His words were wise with experience but his soul dripped sadness.
In a verse, he could tell you where you were coming from. Though his origins were unknown.
His voice had a bit of Georgia...or was that Alabama? No, definitely Arkansas. No that's wrong, too.
His origins were unknown.
He came,
from out of the blues.
In 3 chords, he could tell you your future. In 3 more, he'd make sense of your past.
In the turnaround he'd reveal your greatest triumph. Then liken it to a time of vulnerability; that time you were most indefensibly exposed.
I was leveled to nothing, then he brought me back up.
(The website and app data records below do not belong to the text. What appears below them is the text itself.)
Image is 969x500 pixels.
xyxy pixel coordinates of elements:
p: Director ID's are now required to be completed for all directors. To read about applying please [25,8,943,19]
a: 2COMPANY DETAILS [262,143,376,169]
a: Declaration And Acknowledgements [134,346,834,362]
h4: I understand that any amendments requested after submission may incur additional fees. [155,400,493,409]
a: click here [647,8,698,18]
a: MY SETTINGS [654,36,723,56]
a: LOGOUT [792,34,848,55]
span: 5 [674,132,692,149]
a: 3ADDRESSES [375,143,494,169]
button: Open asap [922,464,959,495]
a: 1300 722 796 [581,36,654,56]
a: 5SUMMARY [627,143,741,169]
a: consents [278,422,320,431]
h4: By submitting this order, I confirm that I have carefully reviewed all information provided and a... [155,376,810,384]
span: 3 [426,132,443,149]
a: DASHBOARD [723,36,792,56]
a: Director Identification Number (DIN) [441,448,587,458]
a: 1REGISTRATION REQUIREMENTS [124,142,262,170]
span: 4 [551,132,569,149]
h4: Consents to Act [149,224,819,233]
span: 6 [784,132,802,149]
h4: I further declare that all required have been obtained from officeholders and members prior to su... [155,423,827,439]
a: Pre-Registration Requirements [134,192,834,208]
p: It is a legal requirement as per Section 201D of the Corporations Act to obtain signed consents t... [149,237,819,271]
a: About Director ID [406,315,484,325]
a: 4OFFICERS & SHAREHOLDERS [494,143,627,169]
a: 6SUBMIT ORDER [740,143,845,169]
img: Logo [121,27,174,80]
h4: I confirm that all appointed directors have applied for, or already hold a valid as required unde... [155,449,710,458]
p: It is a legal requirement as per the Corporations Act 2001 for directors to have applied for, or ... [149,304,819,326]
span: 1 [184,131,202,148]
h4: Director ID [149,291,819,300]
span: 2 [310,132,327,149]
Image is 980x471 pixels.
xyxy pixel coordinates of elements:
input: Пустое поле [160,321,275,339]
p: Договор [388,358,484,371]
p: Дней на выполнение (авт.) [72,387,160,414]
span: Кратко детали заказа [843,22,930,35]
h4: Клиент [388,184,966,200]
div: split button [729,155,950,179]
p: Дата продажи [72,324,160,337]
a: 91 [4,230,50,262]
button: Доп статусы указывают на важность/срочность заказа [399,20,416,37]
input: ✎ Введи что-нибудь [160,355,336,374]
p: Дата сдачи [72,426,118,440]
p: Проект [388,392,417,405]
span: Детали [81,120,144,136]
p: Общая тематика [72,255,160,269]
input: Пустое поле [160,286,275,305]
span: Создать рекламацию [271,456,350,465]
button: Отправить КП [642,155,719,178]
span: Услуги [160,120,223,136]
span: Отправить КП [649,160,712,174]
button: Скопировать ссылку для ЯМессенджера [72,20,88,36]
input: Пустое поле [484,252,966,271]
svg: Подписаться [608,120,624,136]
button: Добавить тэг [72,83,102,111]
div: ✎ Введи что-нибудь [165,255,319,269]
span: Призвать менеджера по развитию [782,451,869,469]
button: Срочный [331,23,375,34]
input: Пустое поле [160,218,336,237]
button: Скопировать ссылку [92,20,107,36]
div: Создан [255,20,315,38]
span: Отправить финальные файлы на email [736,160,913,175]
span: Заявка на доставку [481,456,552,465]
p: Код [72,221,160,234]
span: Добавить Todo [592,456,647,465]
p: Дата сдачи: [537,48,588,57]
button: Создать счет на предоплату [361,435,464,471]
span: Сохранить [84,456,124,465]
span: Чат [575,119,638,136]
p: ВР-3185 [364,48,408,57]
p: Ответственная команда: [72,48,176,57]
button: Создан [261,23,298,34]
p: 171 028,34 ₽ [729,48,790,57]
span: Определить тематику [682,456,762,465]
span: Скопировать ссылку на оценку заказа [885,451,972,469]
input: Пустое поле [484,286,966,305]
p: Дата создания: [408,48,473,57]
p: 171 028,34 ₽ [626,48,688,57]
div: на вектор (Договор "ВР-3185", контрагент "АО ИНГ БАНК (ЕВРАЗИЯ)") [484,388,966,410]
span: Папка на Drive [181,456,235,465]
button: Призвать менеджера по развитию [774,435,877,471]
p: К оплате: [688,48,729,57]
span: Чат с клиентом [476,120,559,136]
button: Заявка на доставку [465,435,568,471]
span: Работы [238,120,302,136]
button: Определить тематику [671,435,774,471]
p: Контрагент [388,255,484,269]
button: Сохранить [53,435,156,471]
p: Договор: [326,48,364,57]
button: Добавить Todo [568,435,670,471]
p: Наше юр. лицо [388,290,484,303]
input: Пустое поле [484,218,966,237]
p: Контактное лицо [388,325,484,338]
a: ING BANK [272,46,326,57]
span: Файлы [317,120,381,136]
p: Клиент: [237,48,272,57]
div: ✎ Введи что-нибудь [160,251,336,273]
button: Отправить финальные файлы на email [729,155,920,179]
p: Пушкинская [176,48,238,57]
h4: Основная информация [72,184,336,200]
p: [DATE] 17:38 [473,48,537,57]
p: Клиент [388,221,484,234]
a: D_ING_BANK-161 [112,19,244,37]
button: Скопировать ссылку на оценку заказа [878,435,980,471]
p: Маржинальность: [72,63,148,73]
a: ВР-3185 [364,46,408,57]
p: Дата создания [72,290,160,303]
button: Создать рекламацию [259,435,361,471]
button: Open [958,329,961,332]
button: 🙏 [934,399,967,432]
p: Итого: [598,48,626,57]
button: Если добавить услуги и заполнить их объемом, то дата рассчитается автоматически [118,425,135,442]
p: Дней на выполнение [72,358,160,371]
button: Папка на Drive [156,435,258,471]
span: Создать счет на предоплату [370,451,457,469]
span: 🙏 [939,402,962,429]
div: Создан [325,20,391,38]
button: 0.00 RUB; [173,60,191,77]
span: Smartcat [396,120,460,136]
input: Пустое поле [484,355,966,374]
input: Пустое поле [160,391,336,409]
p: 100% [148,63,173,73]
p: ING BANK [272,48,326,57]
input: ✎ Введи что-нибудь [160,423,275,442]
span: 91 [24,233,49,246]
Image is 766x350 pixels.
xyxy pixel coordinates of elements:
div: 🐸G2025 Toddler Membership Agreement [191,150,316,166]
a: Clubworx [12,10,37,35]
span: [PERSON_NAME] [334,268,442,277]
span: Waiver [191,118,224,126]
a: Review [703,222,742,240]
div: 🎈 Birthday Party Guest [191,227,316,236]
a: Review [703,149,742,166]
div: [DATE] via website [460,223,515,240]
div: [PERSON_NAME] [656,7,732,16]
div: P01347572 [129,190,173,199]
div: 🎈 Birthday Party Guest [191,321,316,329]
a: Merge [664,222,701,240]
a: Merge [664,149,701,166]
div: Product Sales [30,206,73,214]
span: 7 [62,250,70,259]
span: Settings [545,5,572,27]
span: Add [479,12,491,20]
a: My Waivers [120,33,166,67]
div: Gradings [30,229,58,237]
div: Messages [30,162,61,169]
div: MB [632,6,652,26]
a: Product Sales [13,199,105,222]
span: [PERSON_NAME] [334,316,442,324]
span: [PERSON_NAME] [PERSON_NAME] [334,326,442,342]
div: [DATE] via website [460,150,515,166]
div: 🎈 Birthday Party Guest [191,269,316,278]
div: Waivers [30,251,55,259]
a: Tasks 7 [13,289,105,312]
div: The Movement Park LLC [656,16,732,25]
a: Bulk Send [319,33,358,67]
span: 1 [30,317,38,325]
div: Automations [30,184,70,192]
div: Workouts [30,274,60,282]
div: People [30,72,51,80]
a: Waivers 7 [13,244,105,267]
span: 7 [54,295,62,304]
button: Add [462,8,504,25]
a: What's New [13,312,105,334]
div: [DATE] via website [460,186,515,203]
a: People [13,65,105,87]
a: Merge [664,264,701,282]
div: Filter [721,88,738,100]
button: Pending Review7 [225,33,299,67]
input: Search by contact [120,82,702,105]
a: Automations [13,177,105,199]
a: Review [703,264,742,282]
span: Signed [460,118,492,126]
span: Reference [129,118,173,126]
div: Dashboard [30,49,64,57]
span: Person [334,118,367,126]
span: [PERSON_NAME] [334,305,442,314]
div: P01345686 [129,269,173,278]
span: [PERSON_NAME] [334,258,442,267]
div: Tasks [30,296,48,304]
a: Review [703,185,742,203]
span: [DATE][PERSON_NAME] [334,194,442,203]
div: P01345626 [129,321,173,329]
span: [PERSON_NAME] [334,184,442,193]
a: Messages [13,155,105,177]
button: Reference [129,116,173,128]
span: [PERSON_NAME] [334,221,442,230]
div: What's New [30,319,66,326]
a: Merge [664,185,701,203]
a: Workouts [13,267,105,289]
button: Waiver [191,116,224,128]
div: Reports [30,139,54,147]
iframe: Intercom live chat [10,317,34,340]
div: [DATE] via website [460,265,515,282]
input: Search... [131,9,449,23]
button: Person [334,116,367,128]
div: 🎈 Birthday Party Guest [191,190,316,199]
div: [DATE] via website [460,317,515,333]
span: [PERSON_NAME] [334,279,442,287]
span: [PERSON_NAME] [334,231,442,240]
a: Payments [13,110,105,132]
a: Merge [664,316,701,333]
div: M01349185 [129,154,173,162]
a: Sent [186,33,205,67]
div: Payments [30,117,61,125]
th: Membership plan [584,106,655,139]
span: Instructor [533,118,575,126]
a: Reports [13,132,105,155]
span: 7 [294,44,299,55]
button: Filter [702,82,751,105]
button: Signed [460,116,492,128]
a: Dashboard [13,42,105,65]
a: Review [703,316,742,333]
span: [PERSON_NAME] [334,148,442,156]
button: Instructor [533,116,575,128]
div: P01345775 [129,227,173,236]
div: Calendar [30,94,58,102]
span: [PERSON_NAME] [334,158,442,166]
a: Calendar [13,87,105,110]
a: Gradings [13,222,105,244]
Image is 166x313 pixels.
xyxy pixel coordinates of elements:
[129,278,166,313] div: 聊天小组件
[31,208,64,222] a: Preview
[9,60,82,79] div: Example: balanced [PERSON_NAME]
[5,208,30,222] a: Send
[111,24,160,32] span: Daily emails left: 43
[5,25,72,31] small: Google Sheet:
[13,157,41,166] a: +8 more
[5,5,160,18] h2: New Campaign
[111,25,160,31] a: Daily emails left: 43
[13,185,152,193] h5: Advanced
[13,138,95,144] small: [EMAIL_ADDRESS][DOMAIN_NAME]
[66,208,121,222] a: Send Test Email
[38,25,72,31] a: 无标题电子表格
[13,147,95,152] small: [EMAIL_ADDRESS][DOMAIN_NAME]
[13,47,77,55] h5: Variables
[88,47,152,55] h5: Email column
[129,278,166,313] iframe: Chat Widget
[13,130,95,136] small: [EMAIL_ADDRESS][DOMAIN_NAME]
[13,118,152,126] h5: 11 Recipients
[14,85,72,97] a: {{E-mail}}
The chorus showed me his nascence and pulled me in with him.
He left me there to crawl out on my own.
to crawl out.
Out of the Blues.
When I Was Your Man by Bruno Mars
Freshly broken people,
standing one whole person apart
seeing each other out of peripheral
someone on stage sings
hearts iron-guarded
minds left to wander
freshly broken people,
they can only think of each other
what could have been
what can never be
freshly broken people,
a song stirring their souls
a line drawing between them
the lyrics poking old wounds
freshly broken people,
hated how fate could be so cruel
Still Silence
The day was dark
Thick grey clouds hover around
Sometimes sun would peek in,
Sometimes you would see some slight color to this place.
Sometimes you would hear the sound of people striving.
It was a dark night,
The darkest night I had seen.
The clouds was too thick for the moon nor the stars to shine through.
The shadows were greater than the candles could ever reach.
The cold was slipping through the gaps of our wooden walls,
The howling winds sounded like countless wailing souls.
Our roof was almost torned off like countless neighbor's roof had, banging all over the place as it made the winds sound more of a suffering ghost parade slowly passing by.
My young imaginative mind was not very helpful at that time.
The devastation passed like nothing happened, except it left a trail that took months to fix.
It left scars that couldn't properly heal after time passed.
The old model of the cellphone my father owned was close to draining.
Only the two songs that are saved on the phone were playing nonstop, which could only be heared echoing throughout the night.
The same song would be played by the light of dawn while the roosters tries to break the deafening silence in our neighborhood.
After a few days,
The roof we had was crooked,
The streetlight across our neighbor toppled over, blocking the path.
The province lacked electricity for a month and over.
Mom was away for weeks.
Dad, my brother, and I was only there trying to live through the cold silence.
While the songs were there accompanying the stillness.
I was 7 years old.
Few years later, a random song was played by one of my neighbor through their speakers.
It sounded so familiar, I was bewildered by how much of a song could make me chocke my breath and force a bit of tears on me.
Then the memory came back like giant waves crushing me, drowning me, and doing it all over again.
...
For some unknown reason, countless typhoons were part of my core memory.